Open bemoody opened 3 years ago
Looks like this relates to #821 - briefly a user thought there were some browser usability advantages to having a "latest" or "current" as a slug redirecting to the latest version. You raised some good points about exactly resolving versions in that issue.
(Side note: I actually think #821 is already dealt with to some extent...? In that if I go to https://physionet.org/content/mimiciv/ I am automatically redirected to the latest version.)
Feels like wfdb-python could maintain a local copy of the data in /rest/database-list
, and then only refresh it if it doesn't find the exact version in it's local copy? Might save pinging the server every time to confirm that v1.0.0 exists. Wouldn't save you anything if they ask for the latest copy of v1.* though. I'm not sure if that list contains all historical versions though, is there documentation of the database-list API somewhere?
The wfdb-python package wants to be able to read data from a published project, specifying only the slug and requesting the "latest version".
This is... kinda messy, since the latest version might not be what you expect.

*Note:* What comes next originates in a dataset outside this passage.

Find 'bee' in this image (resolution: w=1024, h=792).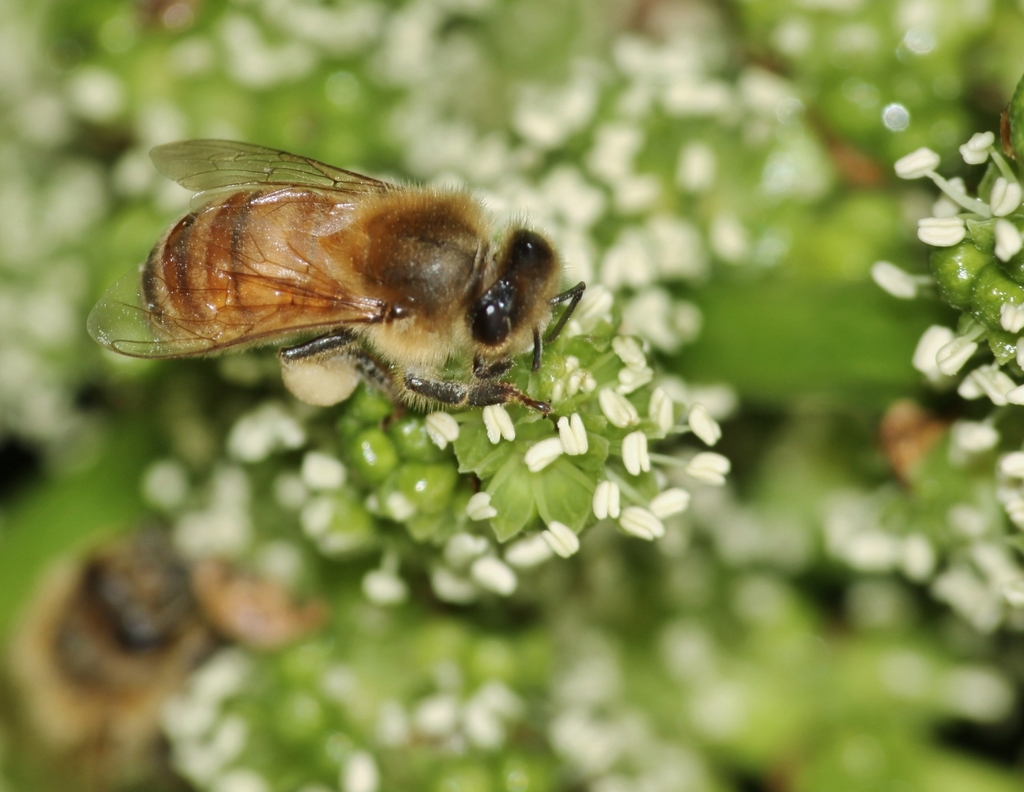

But it is a convenience for programmers.
The way this is currently implemented in wfdb-python, though, is very fragile:
Various alternatives come to mind even without making any changes to the server:
/content/mitdb/1.0.0/
)/rest/database-list/
But whatever we do needs to be robust, efficient, and supported by the server in the long term (hence why I'm raising this issue here and not in
wfdb-python
).Ideally the programmer should be required to supply a major version number along with the project slug so that incompatible future versions won't be used automatically. (The version number might default to 1; note that all currently published waveform DBs are at version 1 except for
nch-sleep/0.1.0
.)So one idea would be to add a URL such as
/rest/content/mitdb/1/
, that would return data similar to/rest/database-list/
, but only for the latest version of mitdb 1.x.Another idea I've tossed around at times would be to add a URL such as
/content/mitdb/1.*/
that would redirect to/content/mitdb/1.0.0/
. Parsing the location header would be simpler for the client than parsing a JSON string, but reduces long-term flexibility for the server.